Although Tel-Law information is periodically reviewed, it is important for you to realize that changes may occur in this area of law. This information is not intended to be legal advice regarding your particular problem, and it is not intended to replace the work of an attorney.
If you do not have an attorney, the Oregon State Bar Lawyer Referral Service can help you. Online Lawyer Referral Service information and a fill-in form is available. Or you may contact the service by phone: The number to call from the Portland area is 503-684-3763 or toll-free from anywhere else in Oregon, 1-800-452-7636.
The following information regarding housing discrimination is brought to you as a public service by the lawyers of the State of Oregon. The material presented is general legal information intended to alert you to possible legal problems and solutions.
You may be protected by federal, state or local laws that shelter certain categories of people from being discriminated against when it comes to renting, buying or financing a home. Federal law protects you from being discriminated against for your race, color, national origin, religion, sex, family status, and physical and mental disability. Oregon law also forbids these kinds of discrimination. In addition, Oregon law forbids discrimination based on your marital status, the source of your income, or if you have won an eviction case brought by a former landlord. Some cities in Oregon protect people from discrimination on such grounds as age, type of occupation, and sexual orientation. Those cities include Portland, Salem, Corvallis, Eugene and Ashland.
To qualify for protection from discrimination based on a disability, you would have to have an impairment that substantially limits a major life activity. You would not qualify as being disabled if you currently use an illegal drug.
"Family status" laws protect families with children; women who are pregnant; guardians of children; and those who are in the process of getting custody of children, such as by adoption. At least one case has concluded that landlords who evict victims of domestic violence, sexual assault, or stalking crimes for the reason they are crime victims has a discriminatory effect on women. In response to this ruling, state law now makes it unlawful for landlords to evict on that basis.
State law also makes clear that housing discrimination is unlawful whether it is deliberate and intentional or has the effect-intentional or not-of having a disparate impact on people who are in a protected group.
In most cases, neither federal nor state housing law protects people from discrimination based on age if the person being discriminated against is 18 years or older. However, the Equal Credit Opportunity Act prohibits discrimination based on age in credit transactions that include the purchase of a home.
Federal and state laws cover most kinds of residential housing. There is one limited exception involving protection of people with children; that exception is "senior housing." In senior housing, either all the residents must be age 62 or older; or the housing is part of a federal or state program that provides housing for seniors; or 80 percent of the units have at least one resident over age 55. However, the regulations controlling senior housing do not always make it impossible for elders to have children living with them. Elders should get specific legal advice on this question.
Housing providers are allowed to set rental criteria and make reasonable rules for their tenants. They are not allowed to apply criteria or rules that would be unfair to a person who is a member of one of the categories described earlier. Therefore, it is illegal to:
- refuse to provide the opportunity to rent or buy;
- refuse to negotiate a rental or purchase;
- lie about the availability of housing;
- treat an individual differently concerning the terms, conditions, or privileges of sale or rental in providing services;
- make statements or advertise about intending to exclude certain protected categories of people;
- evict or attempt to evict, or harass, intimidate, or threaten the individual, a guest, or a member of that person's household.
Fair housing laws cover landlords, their managers, property management companies, mortgage companies, financial institutions, homeowners' insurance companies, cities, counties, housing authorities, and any other entity that provides housing.
People with disabilities have the right to make physical changes--such as ramps, grab bars, or widened doorways--to their housing unit if such changes are needed, but most landlords do not have to pay for these changes. Landlords do have that obligation in certain subsidized housing. Landlords must make other reasonable exceptions to rules that interfere with a disabled person's ability to live comfortably in his or her home.
A housing provider may establish reasonable occupancy limits. Landlords may set reasonable rules about the behavior of tenants; those rules cannot single out children for restrictions that do not apply also to adults.
More information about fair housing laws is available for both landlords
and tenants from the Fair Housing Council of Oregon at 503-223-8295
in the Portland Metropolitan Area or 1-800-424-3247 elsewhere in Oregon;
landlords can also call Multifamily Housing Council; the Oregon State
Bar Lawyer Referral Service or Metro Multi Family Housing hotline.
This information is from the Oregon State Bar's Tel-law service, a collection of recorded legal information messages prepared by the lawyers of Oregon. In addition to being online, the Tel-law service is accessible by telephone at 503-620-3000 or toll-free in Oregon only, 1-800-452-4776. A touch tone phone allows direct access 24 hours a day, 7 days a week. To receive a free Tel-law brochure listing the subjects available call 503-620-0222, ext. 0.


## What is being asked:
From the records below, print exactly the lines starting at the one containing "Image resolution: width=1212" and ending at the one containing "This screenshot has width=794, height=380.", ends included, and nothing else.

## Input material:

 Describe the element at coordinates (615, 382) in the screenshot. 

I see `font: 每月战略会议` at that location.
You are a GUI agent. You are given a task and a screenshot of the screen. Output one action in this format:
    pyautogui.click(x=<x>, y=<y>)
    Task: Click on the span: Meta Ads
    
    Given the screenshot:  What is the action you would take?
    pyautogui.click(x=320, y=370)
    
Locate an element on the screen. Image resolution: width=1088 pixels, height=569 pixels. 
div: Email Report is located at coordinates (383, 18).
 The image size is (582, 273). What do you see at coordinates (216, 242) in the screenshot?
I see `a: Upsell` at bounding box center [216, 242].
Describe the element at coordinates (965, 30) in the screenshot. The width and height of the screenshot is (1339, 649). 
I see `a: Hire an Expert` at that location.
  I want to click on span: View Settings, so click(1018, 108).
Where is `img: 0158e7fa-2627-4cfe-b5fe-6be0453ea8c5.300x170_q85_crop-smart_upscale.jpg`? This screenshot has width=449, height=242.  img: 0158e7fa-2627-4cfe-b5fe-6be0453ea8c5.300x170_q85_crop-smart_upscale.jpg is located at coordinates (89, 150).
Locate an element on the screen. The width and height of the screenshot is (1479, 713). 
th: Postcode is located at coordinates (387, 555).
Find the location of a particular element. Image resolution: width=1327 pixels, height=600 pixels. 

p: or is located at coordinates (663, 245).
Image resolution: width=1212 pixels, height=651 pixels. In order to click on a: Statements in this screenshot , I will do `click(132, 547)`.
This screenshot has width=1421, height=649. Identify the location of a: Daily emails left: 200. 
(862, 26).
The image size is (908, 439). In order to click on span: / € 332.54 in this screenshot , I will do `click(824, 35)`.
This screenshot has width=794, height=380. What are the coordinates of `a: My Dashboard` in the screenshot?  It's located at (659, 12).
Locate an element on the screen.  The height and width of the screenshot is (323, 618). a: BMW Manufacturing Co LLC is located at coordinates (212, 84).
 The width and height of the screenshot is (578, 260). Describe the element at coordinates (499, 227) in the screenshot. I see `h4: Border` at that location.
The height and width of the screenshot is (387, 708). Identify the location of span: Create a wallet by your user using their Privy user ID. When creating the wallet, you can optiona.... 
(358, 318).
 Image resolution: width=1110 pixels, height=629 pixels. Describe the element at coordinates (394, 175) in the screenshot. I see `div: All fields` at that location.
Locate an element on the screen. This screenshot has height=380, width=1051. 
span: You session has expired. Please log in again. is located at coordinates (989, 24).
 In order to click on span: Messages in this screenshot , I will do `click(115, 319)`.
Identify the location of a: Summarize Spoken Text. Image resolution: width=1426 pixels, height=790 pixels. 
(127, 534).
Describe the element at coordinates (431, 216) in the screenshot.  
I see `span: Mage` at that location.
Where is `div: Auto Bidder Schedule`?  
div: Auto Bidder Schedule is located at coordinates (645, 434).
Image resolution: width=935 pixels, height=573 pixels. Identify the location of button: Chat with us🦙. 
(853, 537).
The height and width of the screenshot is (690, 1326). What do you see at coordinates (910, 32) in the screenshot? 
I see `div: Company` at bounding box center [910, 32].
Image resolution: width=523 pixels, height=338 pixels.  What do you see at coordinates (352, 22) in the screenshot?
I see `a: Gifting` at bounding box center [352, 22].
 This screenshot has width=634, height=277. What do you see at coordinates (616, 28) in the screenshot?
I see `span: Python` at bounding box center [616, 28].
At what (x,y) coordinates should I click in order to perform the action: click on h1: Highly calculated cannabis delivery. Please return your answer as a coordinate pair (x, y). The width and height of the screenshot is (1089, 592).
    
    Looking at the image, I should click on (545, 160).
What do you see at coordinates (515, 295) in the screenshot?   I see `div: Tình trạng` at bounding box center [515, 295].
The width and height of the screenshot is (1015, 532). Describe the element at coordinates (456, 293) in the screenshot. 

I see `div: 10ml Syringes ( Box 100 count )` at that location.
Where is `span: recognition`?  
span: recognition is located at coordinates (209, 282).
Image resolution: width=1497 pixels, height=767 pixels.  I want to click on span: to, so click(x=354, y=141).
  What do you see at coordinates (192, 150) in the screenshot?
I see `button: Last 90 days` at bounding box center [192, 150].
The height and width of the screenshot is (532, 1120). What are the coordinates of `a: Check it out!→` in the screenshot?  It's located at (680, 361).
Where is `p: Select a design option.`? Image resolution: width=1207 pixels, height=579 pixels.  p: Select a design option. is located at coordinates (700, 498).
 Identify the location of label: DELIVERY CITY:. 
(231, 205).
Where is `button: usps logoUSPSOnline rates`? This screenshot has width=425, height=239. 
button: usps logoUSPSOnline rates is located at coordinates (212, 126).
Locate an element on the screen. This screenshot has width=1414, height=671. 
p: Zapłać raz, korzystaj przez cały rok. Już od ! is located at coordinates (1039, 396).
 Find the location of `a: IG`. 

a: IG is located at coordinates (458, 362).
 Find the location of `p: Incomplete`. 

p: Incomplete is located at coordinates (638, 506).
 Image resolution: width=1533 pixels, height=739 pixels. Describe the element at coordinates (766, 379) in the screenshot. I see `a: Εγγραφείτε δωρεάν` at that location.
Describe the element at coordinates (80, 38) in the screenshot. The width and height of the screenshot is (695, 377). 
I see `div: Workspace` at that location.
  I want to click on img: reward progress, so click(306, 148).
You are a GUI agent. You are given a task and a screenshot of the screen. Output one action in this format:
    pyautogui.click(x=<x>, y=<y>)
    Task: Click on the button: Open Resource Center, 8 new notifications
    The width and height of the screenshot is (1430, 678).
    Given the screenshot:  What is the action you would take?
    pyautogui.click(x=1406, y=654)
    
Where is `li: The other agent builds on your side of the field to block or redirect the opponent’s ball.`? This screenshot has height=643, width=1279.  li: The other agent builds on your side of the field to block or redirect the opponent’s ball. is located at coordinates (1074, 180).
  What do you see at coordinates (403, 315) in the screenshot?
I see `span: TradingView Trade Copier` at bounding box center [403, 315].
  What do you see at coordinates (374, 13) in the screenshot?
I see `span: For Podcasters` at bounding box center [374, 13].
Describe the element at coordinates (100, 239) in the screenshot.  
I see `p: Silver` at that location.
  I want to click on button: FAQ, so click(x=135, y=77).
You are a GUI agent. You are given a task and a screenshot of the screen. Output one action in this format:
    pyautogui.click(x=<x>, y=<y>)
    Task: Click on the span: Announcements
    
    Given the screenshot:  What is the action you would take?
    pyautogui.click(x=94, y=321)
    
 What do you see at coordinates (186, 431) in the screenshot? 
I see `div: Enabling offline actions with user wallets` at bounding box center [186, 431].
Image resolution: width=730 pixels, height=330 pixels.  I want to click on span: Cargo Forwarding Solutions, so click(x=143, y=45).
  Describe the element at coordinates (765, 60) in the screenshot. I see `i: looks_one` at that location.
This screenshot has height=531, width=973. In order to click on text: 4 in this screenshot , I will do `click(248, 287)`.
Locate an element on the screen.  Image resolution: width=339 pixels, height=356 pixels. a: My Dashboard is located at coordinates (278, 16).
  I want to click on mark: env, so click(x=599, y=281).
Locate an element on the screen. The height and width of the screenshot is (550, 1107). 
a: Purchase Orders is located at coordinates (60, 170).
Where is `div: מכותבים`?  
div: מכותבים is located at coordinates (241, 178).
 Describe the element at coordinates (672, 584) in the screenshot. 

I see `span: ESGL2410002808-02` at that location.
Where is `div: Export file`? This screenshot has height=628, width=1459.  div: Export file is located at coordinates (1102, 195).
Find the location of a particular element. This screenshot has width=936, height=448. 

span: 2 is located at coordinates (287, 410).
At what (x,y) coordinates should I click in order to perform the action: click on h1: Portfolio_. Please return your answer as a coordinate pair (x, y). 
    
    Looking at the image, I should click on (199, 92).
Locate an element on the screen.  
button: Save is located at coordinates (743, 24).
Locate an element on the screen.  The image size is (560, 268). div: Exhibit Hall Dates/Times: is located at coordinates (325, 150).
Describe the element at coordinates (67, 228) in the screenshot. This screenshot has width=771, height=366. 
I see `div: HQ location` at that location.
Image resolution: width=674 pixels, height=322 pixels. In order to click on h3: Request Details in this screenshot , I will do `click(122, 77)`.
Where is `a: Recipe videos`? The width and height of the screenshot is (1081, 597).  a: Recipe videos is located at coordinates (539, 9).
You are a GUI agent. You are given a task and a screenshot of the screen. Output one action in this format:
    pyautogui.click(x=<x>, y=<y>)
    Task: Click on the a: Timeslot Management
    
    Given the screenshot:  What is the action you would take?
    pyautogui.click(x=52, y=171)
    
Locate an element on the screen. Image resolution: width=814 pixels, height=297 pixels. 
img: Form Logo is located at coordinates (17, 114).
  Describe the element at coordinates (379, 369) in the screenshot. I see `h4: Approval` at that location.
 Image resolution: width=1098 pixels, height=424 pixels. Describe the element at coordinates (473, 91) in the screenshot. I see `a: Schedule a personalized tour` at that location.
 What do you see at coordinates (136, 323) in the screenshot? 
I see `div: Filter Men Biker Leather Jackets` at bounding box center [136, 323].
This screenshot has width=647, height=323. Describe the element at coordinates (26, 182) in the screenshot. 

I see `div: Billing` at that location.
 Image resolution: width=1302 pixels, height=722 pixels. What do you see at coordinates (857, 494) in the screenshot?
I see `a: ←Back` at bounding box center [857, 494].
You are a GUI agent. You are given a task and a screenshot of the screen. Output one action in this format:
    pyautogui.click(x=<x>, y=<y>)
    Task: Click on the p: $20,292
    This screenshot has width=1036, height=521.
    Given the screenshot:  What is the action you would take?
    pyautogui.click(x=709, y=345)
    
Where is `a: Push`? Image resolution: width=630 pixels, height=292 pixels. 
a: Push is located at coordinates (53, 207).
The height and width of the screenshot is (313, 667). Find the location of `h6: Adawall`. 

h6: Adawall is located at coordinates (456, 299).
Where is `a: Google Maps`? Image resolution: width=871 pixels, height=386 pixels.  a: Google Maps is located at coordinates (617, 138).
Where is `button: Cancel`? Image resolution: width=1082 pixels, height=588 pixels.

## Written solution:
Image resolution: width=1212 pixels, height=651 pixels. In order to click on a: Statements in this screenshot , I will do `click(132, 547)`.
This screenshot has width=1421, height=649. Identify the location of a: Daily emails left: 200. 
(862, 26).
The image size is (908, 439). In order to click on span: / € 332.54 in this screenshot , I will do `click(824, 35)`.
This screenshot has width=794, height=380. What are the coordinates of `a: My Dashboard` in the screenshot?  It's located at (659, 12).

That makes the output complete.